*** Opening of Material provided ***

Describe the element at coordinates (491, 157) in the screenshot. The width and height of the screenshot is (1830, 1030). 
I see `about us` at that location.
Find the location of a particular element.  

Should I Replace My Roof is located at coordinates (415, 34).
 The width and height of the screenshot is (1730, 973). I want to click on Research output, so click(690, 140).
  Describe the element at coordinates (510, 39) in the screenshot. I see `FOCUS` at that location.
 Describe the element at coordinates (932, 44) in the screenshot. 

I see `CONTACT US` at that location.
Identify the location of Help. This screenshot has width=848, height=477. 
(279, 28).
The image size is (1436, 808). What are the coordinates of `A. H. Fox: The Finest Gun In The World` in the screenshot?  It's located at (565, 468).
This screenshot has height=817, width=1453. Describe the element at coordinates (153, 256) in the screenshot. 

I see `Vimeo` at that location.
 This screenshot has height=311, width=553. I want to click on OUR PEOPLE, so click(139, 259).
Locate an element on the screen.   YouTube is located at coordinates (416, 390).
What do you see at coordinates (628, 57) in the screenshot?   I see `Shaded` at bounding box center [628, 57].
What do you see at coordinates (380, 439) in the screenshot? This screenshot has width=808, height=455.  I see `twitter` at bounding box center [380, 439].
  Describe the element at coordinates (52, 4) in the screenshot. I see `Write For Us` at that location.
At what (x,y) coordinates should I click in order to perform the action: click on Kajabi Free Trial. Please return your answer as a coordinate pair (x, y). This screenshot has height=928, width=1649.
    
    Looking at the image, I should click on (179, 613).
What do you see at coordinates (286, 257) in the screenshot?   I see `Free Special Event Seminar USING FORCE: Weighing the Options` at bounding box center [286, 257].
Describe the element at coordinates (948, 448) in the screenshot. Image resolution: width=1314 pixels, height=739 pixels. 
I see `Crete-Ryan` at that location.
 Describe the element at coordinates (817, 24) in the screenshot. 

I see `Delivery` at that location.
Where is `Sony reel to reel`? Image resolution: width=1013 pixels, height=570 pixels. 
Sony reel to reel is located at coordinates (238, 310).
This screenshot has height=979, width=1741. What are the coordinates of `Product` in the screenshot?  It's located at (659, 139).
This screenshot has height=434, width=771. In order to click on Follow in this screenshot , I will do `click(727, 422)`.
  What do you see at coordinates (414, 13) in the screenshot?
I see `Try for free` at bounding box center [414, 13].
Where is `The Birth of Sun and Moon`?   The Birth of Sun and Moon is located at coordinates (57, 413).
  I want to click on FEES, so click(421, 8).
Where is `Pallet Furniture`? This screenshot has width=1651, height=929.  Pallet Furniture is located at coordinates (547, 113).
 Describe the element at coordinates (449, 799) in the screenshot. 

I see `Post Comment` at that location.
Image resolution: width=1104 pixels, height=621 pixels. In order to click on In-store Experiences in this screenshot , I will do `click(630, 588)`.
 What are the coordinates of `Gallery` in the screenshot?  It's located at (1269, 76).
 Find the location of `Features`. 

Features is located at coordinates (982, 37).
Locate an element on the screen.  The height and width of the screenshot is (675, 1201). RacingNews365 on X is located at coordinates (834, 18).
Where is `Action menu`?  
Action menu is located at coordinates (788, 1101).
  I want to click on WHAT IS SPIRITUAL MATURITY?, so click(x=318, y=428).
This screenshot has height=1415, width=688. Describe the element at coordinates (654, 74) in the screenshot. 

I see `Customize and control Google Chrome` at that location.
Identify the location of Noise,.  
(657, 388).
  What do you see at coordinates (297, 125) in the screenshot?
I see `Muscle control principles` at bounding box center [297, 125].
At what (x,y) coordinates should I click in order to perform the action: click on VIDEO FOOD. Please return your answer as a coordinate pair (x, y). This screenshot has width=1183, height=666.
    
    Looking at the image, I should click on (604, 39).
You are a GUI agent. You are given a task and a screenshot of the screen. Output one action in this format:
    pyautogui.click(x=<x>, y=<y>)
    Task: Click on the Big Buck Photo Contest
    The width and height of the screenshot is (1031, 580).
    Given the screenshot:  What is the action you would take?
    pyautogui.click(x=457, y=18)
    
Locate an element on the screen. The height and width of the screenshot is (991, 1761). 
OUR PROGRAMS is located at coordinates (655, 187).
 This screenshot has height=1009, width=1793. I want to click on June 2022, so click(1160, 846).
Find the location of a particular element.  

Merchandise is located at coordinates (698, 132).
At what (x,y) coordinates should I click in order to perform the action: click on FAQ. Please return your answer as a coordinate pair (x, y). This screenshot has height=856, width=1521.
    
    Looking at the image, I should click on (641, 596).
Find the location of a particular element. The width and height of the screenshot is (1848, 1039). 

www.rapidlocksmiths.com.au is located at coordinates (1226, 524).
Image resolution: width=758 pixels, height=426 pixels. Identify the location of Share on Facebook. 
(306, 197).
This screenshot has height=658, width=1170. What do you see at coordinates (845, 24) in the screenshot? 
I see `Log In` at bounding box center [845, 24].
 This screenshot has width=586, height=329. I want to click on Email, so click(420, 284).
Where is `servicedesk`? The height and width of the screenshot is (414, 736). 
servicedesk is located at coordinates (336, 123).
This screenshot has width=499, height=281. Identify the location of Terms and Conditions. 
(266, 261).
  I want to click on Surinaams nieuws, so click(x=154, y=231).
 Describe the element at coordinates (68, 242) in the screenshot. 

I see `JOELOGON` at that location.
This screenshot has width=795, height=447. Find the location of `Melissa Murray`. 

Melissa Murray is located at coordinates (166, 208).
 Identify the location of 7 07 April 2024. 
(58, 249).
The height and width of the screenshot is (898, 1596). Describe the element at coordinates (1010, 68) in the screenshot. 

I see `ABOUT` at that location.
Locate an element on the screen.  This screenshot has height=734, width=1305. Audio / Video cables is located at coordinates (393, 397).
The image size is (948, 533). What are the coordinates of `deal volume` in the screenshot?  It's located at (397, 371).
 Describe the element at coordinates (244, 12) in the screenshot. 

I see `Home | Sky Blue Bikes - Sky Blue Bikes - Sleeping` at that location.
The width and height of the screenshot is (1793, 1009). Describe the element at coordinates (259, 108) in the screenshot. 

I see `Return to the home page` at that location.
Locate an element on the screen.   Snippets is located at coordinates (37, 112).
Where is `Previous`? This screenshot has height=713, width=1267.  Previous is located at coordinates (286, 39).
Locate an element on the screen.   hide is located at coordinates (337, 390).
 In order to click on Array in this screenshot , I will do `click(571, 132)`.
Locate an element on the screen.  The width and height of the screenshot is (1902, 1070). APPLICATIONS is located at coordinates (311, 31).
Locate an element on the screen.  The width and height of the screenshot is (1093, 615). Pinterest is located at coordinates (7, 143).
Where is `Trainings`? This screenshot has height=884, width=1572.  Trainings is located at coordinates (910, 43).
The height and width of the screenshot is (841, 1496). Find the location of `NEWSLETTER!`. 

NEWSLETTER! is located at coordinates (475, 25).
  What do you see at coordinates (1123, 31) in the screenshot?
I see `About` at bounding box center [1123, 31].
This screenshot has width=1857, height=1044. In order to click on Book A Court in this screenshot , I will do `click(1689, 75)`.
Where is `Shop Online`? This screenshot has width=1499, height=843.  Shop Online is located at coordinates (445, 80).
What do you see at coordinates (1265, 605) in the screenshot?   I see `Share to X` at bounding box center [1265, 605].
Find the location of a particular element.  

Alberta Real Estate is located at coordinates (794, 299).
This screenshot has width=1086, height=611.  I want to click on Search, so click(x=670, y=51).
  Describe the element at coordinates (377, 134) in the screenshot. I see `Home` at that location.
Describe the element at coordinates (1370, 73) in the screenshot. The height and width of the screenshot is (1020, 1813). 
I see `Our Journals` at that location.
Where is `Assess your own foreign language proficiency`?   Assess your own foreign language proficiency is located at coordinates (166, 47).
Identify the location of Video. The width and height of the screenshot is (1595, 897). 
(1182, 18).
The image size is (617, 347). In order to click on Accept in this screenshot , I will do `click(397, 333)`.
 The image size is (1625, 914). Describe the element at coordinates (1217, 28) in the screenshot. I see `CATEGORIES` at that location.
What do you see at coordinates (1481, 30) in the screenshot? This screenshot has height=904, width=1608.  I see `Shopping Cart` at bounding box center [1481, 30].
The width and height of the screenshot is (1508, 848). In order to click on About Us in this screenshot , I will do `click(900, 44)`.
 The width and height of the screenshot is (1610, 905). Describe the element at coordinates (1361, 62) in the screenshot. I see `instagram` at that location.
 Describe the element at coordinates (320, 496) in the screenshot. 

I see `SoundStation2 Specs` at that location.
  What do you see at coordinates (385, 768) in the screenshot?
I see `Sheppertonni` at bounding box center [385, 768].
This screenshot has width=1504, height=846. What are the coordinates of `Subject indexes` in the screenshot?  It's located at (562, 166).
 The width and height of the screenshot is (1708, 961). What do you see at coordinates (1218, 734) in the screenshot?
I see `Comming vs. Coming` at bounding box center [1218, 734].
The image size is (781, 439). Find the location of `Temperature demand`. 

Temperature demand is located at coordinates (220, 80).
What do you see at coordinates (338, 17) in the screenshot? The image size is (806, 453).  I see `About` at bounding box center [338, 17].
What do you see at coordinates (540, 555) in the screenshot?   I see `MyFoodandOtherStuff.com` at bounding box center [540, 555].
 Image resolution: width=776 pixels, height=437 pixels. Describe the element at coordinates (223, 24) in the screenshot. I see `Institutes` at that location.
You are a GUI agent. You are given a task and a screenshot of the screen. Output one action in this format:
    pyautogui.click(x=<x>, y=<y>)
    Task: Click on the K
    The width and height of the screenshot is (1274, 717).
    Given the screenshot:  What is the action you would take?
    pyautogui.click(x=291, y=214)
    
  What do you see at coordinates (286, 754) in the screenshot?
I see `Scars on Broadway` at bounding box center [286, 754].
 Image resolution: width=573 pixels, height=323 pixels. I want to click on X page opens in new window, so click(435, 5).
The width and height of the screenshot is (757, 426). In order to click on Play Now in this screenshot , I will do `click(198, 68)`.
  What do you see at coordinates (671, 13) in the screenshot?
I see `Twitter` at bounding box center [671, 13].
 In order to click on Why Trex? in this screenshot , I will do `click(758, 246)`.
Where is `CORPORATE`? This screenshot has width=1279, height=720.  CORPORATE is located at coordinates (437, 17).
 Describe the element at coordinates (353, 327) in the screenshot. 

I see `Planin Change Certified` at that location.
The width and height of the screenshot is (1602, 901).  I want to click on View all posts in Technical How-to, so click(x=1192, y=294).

*** Close of Material provided ***

» Assignment: Reproduce the records above exactly, from the first line through the line containing "The image size is (1436, 808).", and output nothing else.

» Expected answer:
Describe the element at coordinates (491, 157) in the screenshot. The width and height of the screenshot is (1830, 1030). 
I see `about us` at that location.
Find the location of a particular element.  

Should I Replace My Roof is located at coordinates (415, 34).
 The width and height of the screenshot is (1730, 973). I want to click on Research output, so click(690, 140).
  Describe the element at coordinates (510, 39) in the screenshot. I see `FOCUS` at that location.
 Describe the element at coordinates (932, 44) in the screenshot. 

I see `CONTACT US` at that location.
Identify the location of Help. This screenshot has width=848, height=477. 
(279, 28).
The image size is (1436, 808). What are the coordinates of `A. H. Fox: The Finest Gun In The World` in the screenshot?  It's located at (565, 468).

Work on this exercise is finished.